Page 10 of The Last Book Party

Jeremy pointed to a framed poster of Joni Mitchell on the wall.

“You know me enough to know thatthiscouldn’t possibly be mine.”

“I like Joni Mitchell,” I said.

“Of course you do. As does my little sister, Debbie, which is why she hung it in her apartment.”

I was surprised to hear that he was someone’s older brother. From the small fridge, Jeremy pulled out two bottles of Bass Ale and handed one to me. He sat on the futon with his long legs stretched onto the trunk, leaving me the rocking chair. He told me his sister was at a dance festival in North Carolina for the month and he was staying at her place until he figured out where to go next.

“Next?” I asked.

“I’d been thinking of heading up to the Cape to hang with Franny for a while, but I think he’s staying up in Maine with Lil.”

I rocked a few times in the chair, then asked, “So where in Maine are they?”

Jeremy smiled slightly.

“At Lil’s mother’s house in Vinalhaven. Lil’s working at some lobster place where Franny’s hoping to get work too. It’s absurdly remote. You have to drive forever and then take a ferry to get there.”

I shook my head.

“What?”

“I had imagined them on an island,” I said.

“They are kind of an island to themselves,” he said.

When he didn’t continue, I asked, “Is Lil an artist too?”

“She would say so,” Jeremy said.

“Would you?”

He said nothing, which was enough for me to understand he didn’t think much of Lil. Perhaps he found their relationship as illogical as I found his friendship with Franny. We sat in silence for a moment, Jeremy watching me rock in the chair. I stood up and stepped to the kitchen to put my beer in the sink.

“I’m just going to pour the rest out; I should get back to work,” I said, my back to Jeremy, as the amber liquid flowed into the drain.

I was about to turn to go when I felt my hair slip out of its bun and tumble down to my shoulders. I turned around and Jeremy was standing right behind me, holding the pencil that I’d used to keep my hair in place. He looked as surprised as I was.

“Sorry—I couldn’t resist,” he said.

For a second, his face appeared tentative, even open. Had Jeremy been making a pass at me, at Franny’s “easy mark”?Then, tapping the pencil against his palm, he seemed to regain his composure.

“Can I take this?”

“I think you just did,” I said.

I told him I’d see him around, and without looking at him again, I let myself out.

7

Other than May Castanada, the new receptionist, who was listening to her Walkman with her eyes closed when the elevator opened onto the third floor, Hodder, Strike had cleared out by the time I got back. I felt guilty going into Malcolm’s office without permission. Malcolm guarded his authors’ manuscripts carefully, often keeping them even from the assistants, until he’d gotten through a few rounds of edits. Before he’d left for the country, he’d mentioned that Jeremy’s novel was in the “percolation” stage, which meant that he was going to let it sit for a while before he tackled it again.

Malcolm’s vast mahogany desk gleamed as if it had just been polished and was nearly bare, except for a black leather blotter, a row of six perfectly sharpened pencils, a thick pad of white paper, and a single silver pen, which I knew contained a cartridge of green ink, as it was my responsibility to keep the supply closet well stocked with them.

I found Jeremy’s manuscript in a cardboard box on the credenza behind Malcolm’s desk. Not daring to stay in his office,I took the box and returned to my desk just outside his door. I don’t know why I felt so nervous. If Malcolm found out I’d read the manuscript, he’d probably do little more than show his displeasure by waiting a week or two before asking what I’d thought of it. But my heart raced as I lifted the top off the cardboard box and saw the first page, which read “An Untitled Novel by J. Grand.”

When Malcolm described Jeremy’s novel, the idea of a young American writer setting his first novel in a leprosy colony in Nepal seemed ridiculous to me. I figured the protagonist would be a barely veiled version of Jeremy who found “unlikely adventures and life lessons in the heart of the Himalayas,” as the jacket copy would inevitably put it. The novel would be slick, darkly funny, and a little empty.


Task objective =
Look through the lines below; wherever the word "terminal" appears, copy that line.

-- Material provided follows --

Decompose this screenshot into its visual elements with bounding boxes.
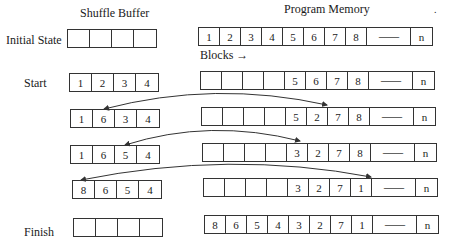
buffer-cell: 1: [71, 110, 93, 127]
row-label-finish: Finish: [24, 225, 54, 240]
memory-ellipsis-cell: ----------: [369, 72, 413, 89]
memory-cell: 4: [268, 216, 289, 233]
memory-ellipsis-cell: ----------: [367, 28, 411, 45]
buffer-cell: [112, 30, 134, 47]
memory-cell: 7: [329, 144, 350, 161]
buffer-cell: 6: [93, 146, 115, 163]
buffer-cell: 1: [71, 146, 93, 163]
memory-cell: [245, 144, 266, 161]
memory-cell: 1: [351, 179, 372, 196]
buffer-cell: [96, 219, 118, 236]
row-label-start: Start: [24, 76, 47, 91]
memory-cell: [225, 179, 246, 196]
shuffle-buffer-finish: [73, 218, 163, 237]
memory-cell: 8: [346, 28, 367, 45]
memory-cell-n: n: [415, 144, 436, 161]
memory-cell: [204, 179, 225, 196]
buffer-cell: 1: [70, 74, 92, 91]
buffer-cell: [140, 219, 162, 236]
memory-cell-n: n: [414, 108, 435, 125]
shuffle-buffer-start: 1 2 3 4: [69, 73, 159, 92]
shuffle-buffer-initial: [67, 29, 157, 48]
memory-cell-n: n: [417, 216, 438, 233]
memory-cell: 7: [325, 28, 346, 45]
memory-cell: 7: [328, 108, 349, 125]
buffer-cell: [134, 30, 156, 47]
memory-cell: 1: [352, 216, 373, 233]
buffer-cell: [118, 219, 140, 236]
memory-cell: 8: [349, 108, 370, 125]
buffer-cell: 4: [137, 110, 159, 127]
memory-cell: [246, 179, 267, 196]
memory-cell: 1: [199, 28, 220, 45]
program-memory-heading: Program Memory: [284, 2, 370, 17]
memory-ellipsis-cell: ----------: [372, 179, 416, 196]
memory-cell: [264, 72, 285, 89]
buffer-cell: 5: [117, 181, 139, 198]
memory-cell: 6: [304, 28, 325, 45]
program-memory-step-1: 5 2 7 8 ---------- n: [201, 107, 436, 126]
memory-cell: 2: [307, 108, 328, 125]
shuffle-buffer-step-2: 1 6 5 4: [70, 145, 160, 164]
shuffle-buffer-heading: Shuffle Buffer: [80, 6, 149, 21]
memory-cell: [203, 144, 224, 161]
memory-cell: [265, 108, 286, 125]
memory-cell: 2: [308, 144, 329, 161]
memory-cell: 8: [205, 216, 226, 233]
buffer-cell: [68, 30, 90, 47]
memory-cell: 7: [330, 179, 351, 196]
memory-cell-n: n: [416, 179, 437, 196]
memory-cell-n: n: [411, 28, 432, 45]
shuffle-buffer-step-3: 8 6 5 4: [72, 180, 162, 199]
buffer-cell: 3: [114, 74, 136, 91]
memory-cell: [266, 144, 287, 161]
memory-cell-n: n: [413, 72, 434, 89]
buffer-cell: [90, 30, 112, 47]
program-memory-start: 5 6 7 8 ---------- n: [200, 71, 435, 90]
memory-cell: 5: [285, 72, 306, 89]
memory-cell: 7: [331, 216, 352, 233]
row-label-initial-state: Initial State: [6, 33, 62, 48]
memory-cell: 8: [350, 144, 371, 161]
buffer-cell: 8: [73, 181, 95, 198]
buffer-cell: 4: [137, 146, 159, 163]
memory-cell: 2: [309, 179, 330, 196]
program-memory-step-2: 3 2 7 8 ---------- n: [202, 143, 437, 162]
program-memory-step-3: 3 2 7 1 ---------- n: [203, 178, 438, 197]
memory-cell: 5: [286, 108, 307, 125]
corner-mark: .: [434, 4, 437, 15]
memory-cell: 7: [327, 72, 348, 89]
memory-cell: [223, 108, 244, 125]
memory-cell: 5: [283, 28, 304, 45]
memory-cell: [243, 72, 264, 89]
blocks-label: Blocks →: [200, 48, 248, 63]
memory-cell: 6: [306, 72, 327, 89]
memory-cell: 3: [241, 28, 262, 45]
program-memory-initial: 1 2 3 4 5 6 7 8 ---------- n: [198, 27, 433, 46]
memory-cell: 3: [289, 216, 310, 233]
memory-ellipsis-cell: ----------: [371, 144, 415, 161]
memory-cell: [201, 72, 222, 89]
memory-cell: [202, 108, 223, 125]
buffer-cell: 4: [136, 74, 158, 91]
memory-cell: [224, 144, 245, 161]
memory-cell: [244, 108, 265, 125]
buffer-cell: [74, 219, 96, 236]
buffer-cell: 4: [139, 181, 161, 198]
memory-cell: 3: [287, 144, 308, 161]
memory-cell: [267, 179, 288, 196]
shuffle-buffer-step-1: 1 6 3 4: [70, 109, 160, 128]
memory-ellipsis-cell: ----------: [370, 108, 414, 125]
memory-cell: 6: [226, 216, 247, 233]
buffer-cell: 6: [95, 181, 117, 198]
buffer-cell: 5: [115, 146, 137, 163]
memory-cell: 5: [247, 216, 268, 233]
memory-cell: 4: [262, 28, 283, 45]
memory-cell: 2: [220, 28, 241, 45]
buffer-cell: 2: [92, 74, 114, 91]
memory-cell: 8: [348, 72, 369, 89]
memory-ellipsis-cell: ----------: [373, 216, 417, 233]
buffer-cell: 6: [93, 110, 115, 127]
memory-cell: 2: [310, 216, 331, 233]
program-memory-finish: 8 6 5 4 3 2 7 1 ---------- n: [204, 215, 439, 234]
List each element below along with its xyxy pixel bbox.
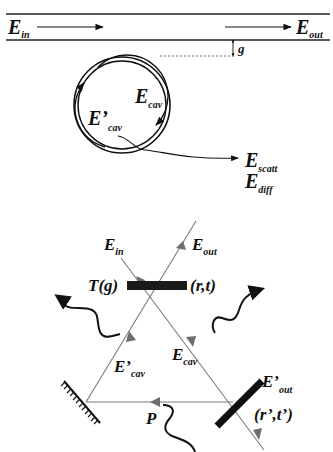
exit-arrowhead bbox=[253, 428, 262, 440]
waveguide-output-label: Eout bbox=[295, 16, 324, 40]
gap-label: g bbox=[237, 41, 245, 56]
cavity-output-label: Eout bbox=[191, 235, 218, 257]
loss-wave-bottom bbox=[163, 405, 195, 452]
input-coupler-mirror bbox=[127, 281, 187, 290]
output-mirror-rt-label: (r’,t’) bbox=[254, 405, 293, 424]
ring-cw-field-label: Ecav bbox=[134, 85, 163, 110]
cavity-cw-field-label: Ecav bbox=[171, 345, 198, 367]
cavity-ccw-field-label: E’cav bbox=[113, 357, 145, 379]
point-p-label: P bbox=[145, 409, 157, 428]
ccw-arrowhead bbox=[126, 331, 136, 342]
coupler-transmission-label: T(g) bbox=[88, 276, 118, 295]
waveguide bbox=[6, 14, 330, 40]
cavity-input-label: Ein bbox=[103, 235, 124, 257]
loss-wave-left bbox=[57, 296, 120, 337]
cw-circulation-arrow bbox=[98, 55, 168, 125]
ring-ccw-field-label: E’cav bbox=[87, 107, 122, 133]
bottom-arrowhead bbox=[150, 397, 160, 407]
coupler-rt-label: (r,t) bbox=[190, 276, 216, 295]
gap-indicator bbox=[160, 42, 235, 56]
out-arrowhead bbox=[176, 241, 186, 250]
waveguide-input-label: Ein bbox=[7, 16, 30, 40]
second-output-label: E’out bbox=[261, 372, 294, 395]
scatter-arrow bbox=[118, 136, 238, 158]
cw-arrowhead bbox=[186, 336, 196, 347]
resonator-diagram: Ein Eout g Ecav E’cav Escatt Ediff bbox=[0, 0, 333, 452]
loss-wave-right bbox=[213, 289, 262, 333]
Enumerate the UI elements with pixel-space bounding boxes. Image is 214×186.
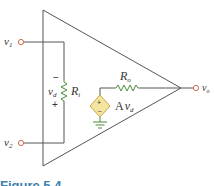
ro-label: Ro [119,69,131,84]
output-terminal[interactable] [193,85,198,90]
source-plus-sign: + [97,99,101,106]
vd-minus-sign: − [53,72,59,83]
input-resistor-ri [61,80,67,101]
op-amp-circuit-diagram: − vd + Ri Ro vo v1 v2 + − Avd [0,0,214,186]
input2-terminal[interactable] [18,140,23,145]
source-minus-sign: − [98,108,102,115]
ground-icon [93,117,107,128]
vo-label: vo [202,82,209,94]
output-resistor-ro [114,85,140,91]
avd-label: Avd [115,99,134,114]
figure-caption: Figure 5.4 [0,178,61,186]
v1-label: v1 [4,35,12,49]
v2-label: v2 [4,136,13,150]
vd-plus-sign: + [52,99,58,110]
vd-label: vd [48,85,57,99]
ri-label: Ri [70,84,80,99]
input1-terminal[interactable] [18,39,23,44]
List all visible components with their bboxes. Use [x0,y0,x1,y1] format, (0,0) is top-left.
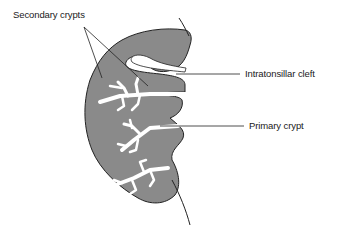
leader-secondary-1 [84,27,102,78]
label-secondary-crypts: Secondary crypts [13,9,85,20]
label-primary-crypt: Primary crypt [249,120,304,131]
label-intratonsillar-cleft: Intratonsillar cleft [245,68,315,79]
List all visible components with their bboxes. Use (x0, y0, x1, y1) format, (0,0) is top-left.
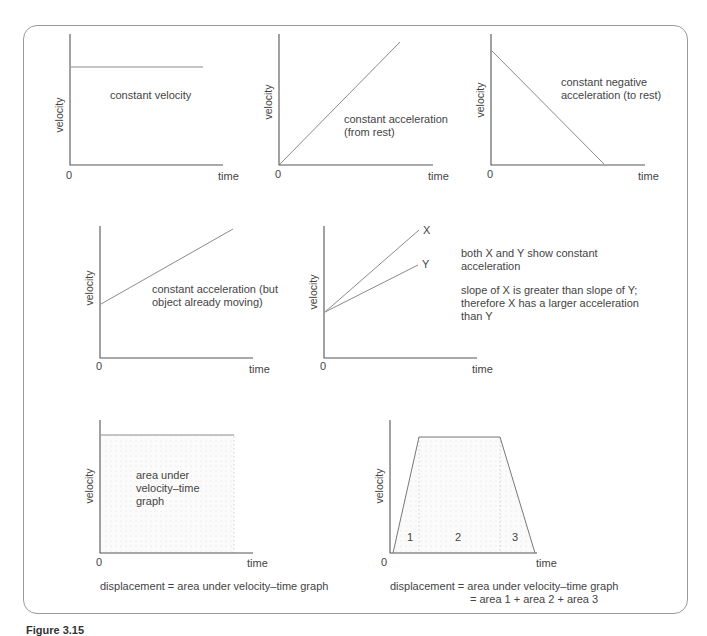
figure-caption: Figure 3.15 (26, 624, 84, 636)
graph-label-line-2: acceleration (to rest) (561, 89, 661, 101)
area-label-line-1: area under (136, 469, 190, 481)
x-axis-label: time (247, 557, 268, 569)
region-2-label: 2 (455, 531, 461, 543)
x-axis-label: time (638, 170, 659, 182)
graph-label: constant velocity (110, 89, 192, 101)
origin-label: 0 (381, 556, 387, 568)
graph-label-line-2: (from rest) (344, 126, 395, 138)
caption-line-2: = area 1 + area 2 + area 3 (470, 593, 598, 605)
y-axis-label: velocity (53, 97, 65, 133)
region-3-label: 3 (512, 531, 518, 543)
origin-label: 0 (96, 360, 102, 372)
note-2-line-3: than Y (461, 310, 493, 322)
series-x-label: X (423, 224, 431, 236)
y-axis-label: velocity (83, 468, 95, 504)
origin-label: 0 (487, 168, 493, 180)
y-axis-label: velocity (474, 82, 486, 118)
graph-label-line-1: constant negative (561, 76, 647, 88)
shaded-area (101, 436, 234, 553)
velocity-line (492, 51, 604, 164)
note-2-line-1: slope of X is greater than slope of Y; (461, 284, 637, 296)
note-2-line-2: therefore X has a larger acceleration (461, 297, 639, 309)
origin-label: 0 (275, 168, 281, 180)
y-axis-label: velocity (83, 270, 95, 306)
x-axis-label: time (536, 557, 557, 569)
y-axis (279, 34, 433, 165)
caption: displacement = area under velocity–time … (100, 580, 328, 592)
caption-line-1: displacement = area under velocity–time … (390, 580, 618, 592)
graph-constant-negative-acceleration: velocity 0 time constant negative accele… (474, 34, 661, 182)
region-1-label: 1 (407, 531, 413, 543)
area-label-line-2: velocity–time (136, 482, 200, 494)
note-1-line-1: both X and Y show constant (461, 247, 598, 259)
note-1-line-2: acceleration (461, 260, 520, 272)
x-axis-label: time (218, 170, 239, 182)
y-axis-label: velocity (307, 274, 319, 310)
graph-compare-x-y: X Y velocity 0 time both X and Y show co… (307, 224, 639, 375)
x-axis-label: time (428, 170, 449, 182)
graph-label-line-2: object already moving) (152, 296, 263, 308)
origin-label: 0 (320, 360, 326, 372)
graph-area-trapezoid: velocity 0 time 1 2 3 displacement = are… (373, 420, 618, 605)
graph-constant-acceleration-moving: velocity 0 time constant acceleration (b… (83, 226, 278, 375)
graph-constant-acceleration-from-rest: velocity 0 time constant acceleration (f… (262, 34, 449, 182)
graph-area-under: velocity 0 time area under velocity–time… (83, 420, 328, 592)
origin-label: 0 (96, 556, 102, 568)
series-x-line (325, 230, 419, 312)
velocity-line (280, 42, 400, 164)
graph-label-line-1: constant acceleration (but (152, 283, 278, 295)
origin-label: 0 (66, 169, 72, 181)
x-axis-label: time (249, 363, 270, 375)
series-y-label: Y (422, 258, 430, 270)
area-label-line-3: graph (136, 495, 164, 507)
y-axis-label: velocity (373, 468, 385, 504)
y-axis-label: velocity (262, 84, 274, 120)
x-axis-label: time (472, 363, 493, 375)
graph-constant-velocity: velocity 0 time constant velocity (53, 34, 239, 182)
graph-label-line-1: constant acceleration (344, 113, 448, 125)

-- Material provided concluded --

Solution for this problem =
output-terminal[interactable] [193,85,198,90]
input2-terminal[interactable] [18,140,23,145]
input1-terminal[interactable] [18,39,23,44]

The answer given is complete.